» **EXERCISE INSTRUCTIONS**: Write out the stretch of lines below that begins at the line with "The width and height of the screenshot is (868, 488)." and ends at the line with "The image size", including both, exactly as given and nothing more.

Stored records
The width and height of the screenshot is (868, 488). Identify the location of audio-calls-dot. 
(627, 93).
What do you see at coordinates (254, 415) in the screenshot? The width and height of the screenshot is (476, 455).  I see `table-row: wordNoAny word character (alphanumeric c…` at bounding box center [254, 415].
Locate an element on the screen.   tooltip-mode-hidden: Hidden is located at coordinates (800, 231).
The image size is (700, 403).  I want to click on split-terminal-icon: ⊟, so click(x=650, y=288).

* * *

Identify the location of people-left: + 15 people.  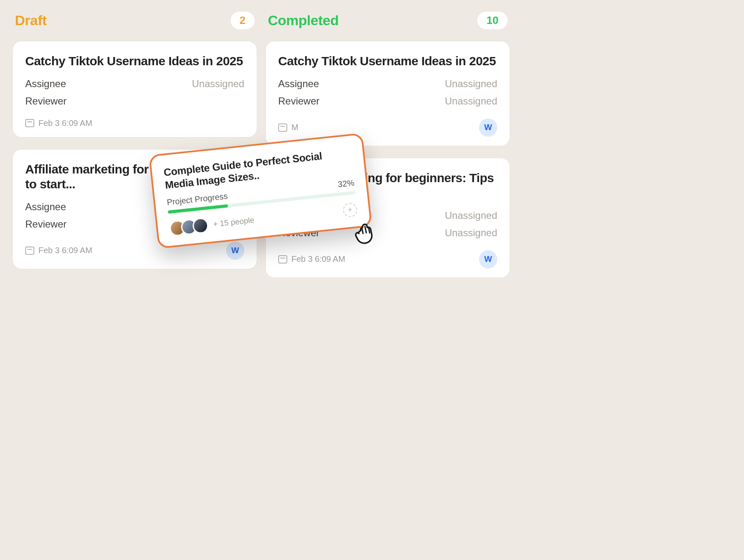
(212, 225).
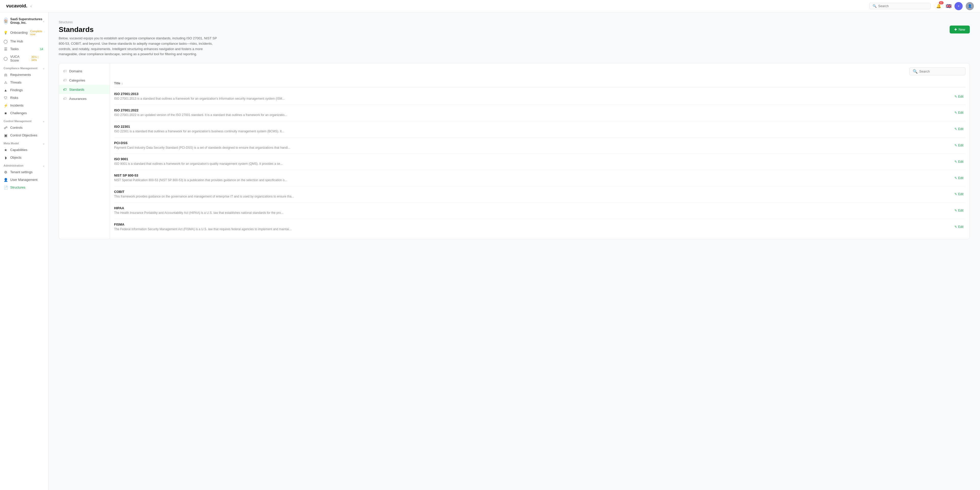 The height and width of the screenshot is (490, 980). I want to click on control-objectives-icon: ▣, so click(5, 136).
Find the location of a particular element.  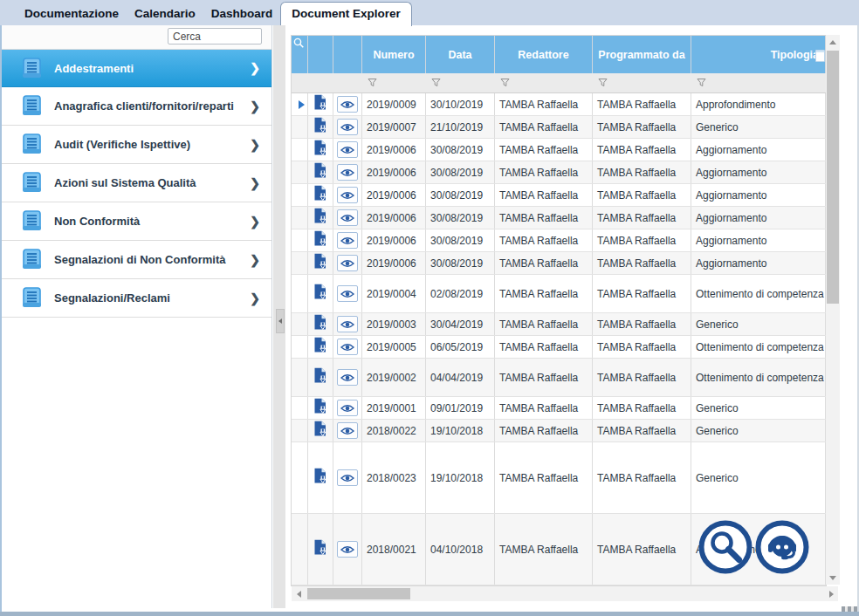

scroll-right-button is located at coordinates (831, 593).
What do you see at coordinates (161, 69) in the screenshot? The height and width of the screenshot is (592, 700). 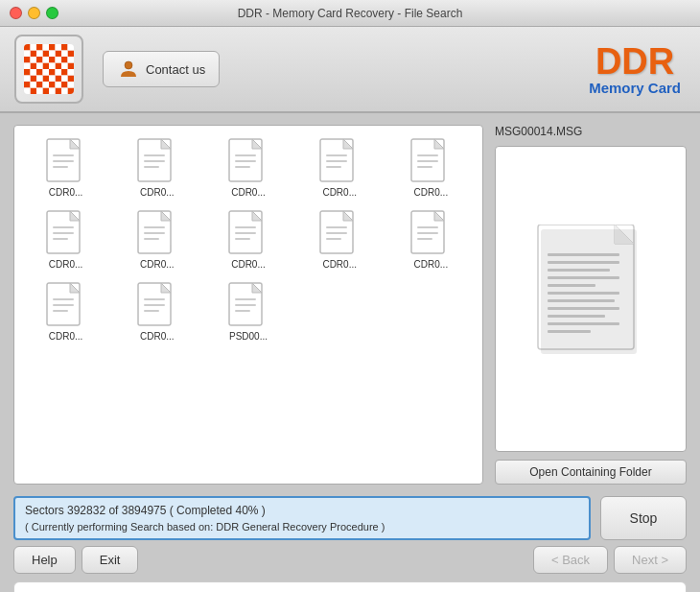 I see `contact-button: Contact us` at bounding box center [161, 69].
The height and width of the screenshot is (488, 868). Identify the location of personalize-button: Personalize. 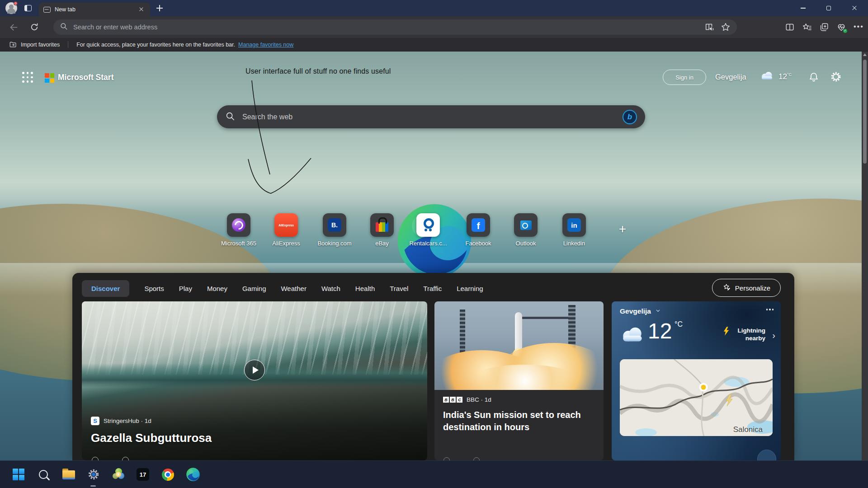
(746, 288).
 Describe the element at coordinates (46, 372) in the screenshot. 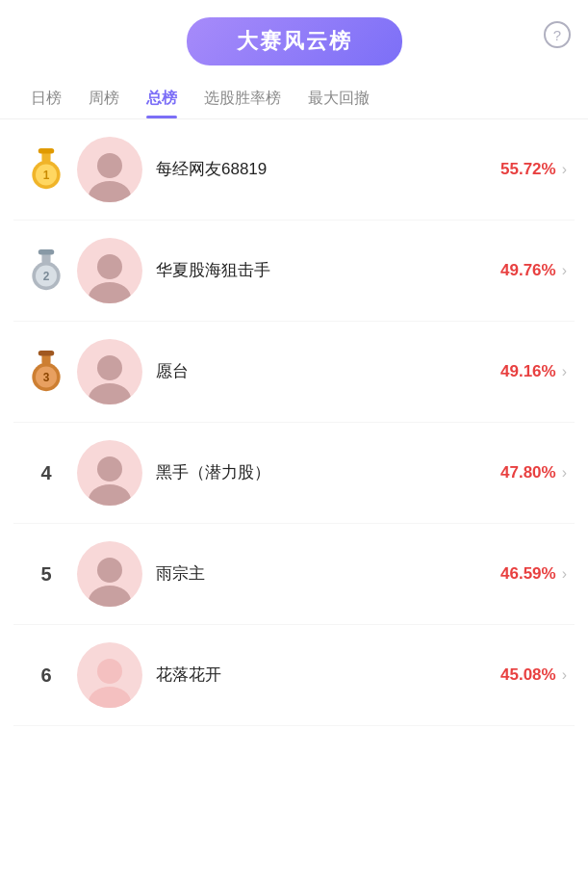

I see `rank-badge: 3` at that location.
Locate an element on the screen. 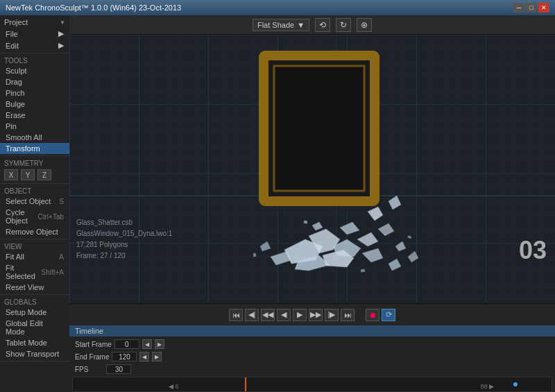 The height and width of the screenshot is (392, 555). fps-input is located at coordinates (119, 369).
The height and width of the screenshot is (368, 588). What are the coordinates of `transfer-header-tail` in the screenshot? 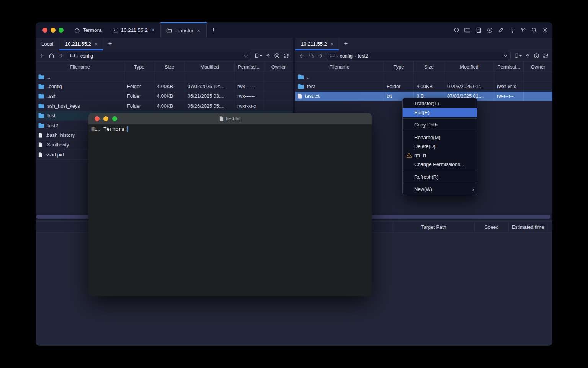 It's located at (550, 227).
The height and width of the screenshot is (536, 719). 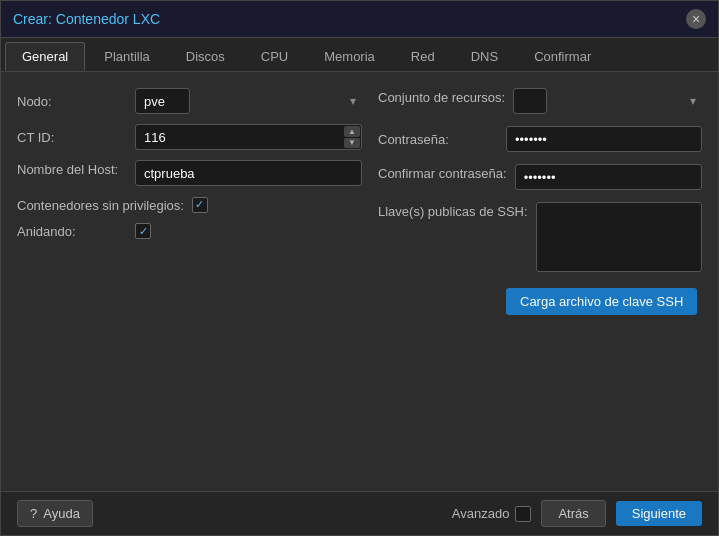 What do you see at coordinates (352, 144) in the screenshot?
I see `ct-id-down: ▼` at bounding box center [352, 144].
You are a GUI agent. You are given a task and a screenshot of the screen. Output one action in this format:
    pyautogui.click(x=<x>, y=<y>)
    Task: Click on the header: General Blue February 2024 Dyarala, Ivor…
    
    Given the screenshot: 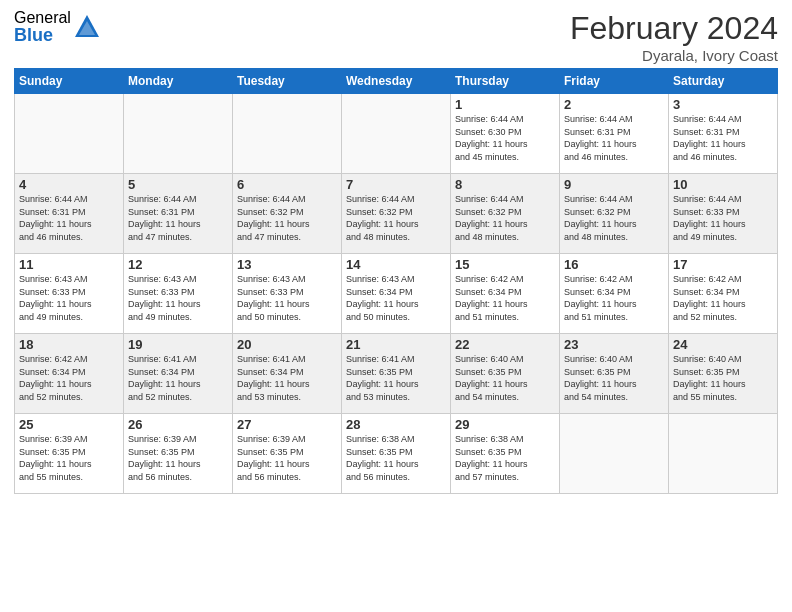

» **RESPONSE AREA**:
The width and height of the screenshot is (868, 488). Identify the location of audio-calls-dot. 
(627, 93).
What do you see at coordinates (254, 415) in the screenshot? The width and height of the screenshot is (476, 455).  I see `table-row: wordNoAny word character (alphanumeric c…` at bounding box center [254, 415].
Locate an element on the screen.   tooltip-mode-hidden: Hidden is located at coordinates (800, 231).
The image size is (700, 403).  I want to click on split-terminal-icon: ⊟, so click(x=650, y=288).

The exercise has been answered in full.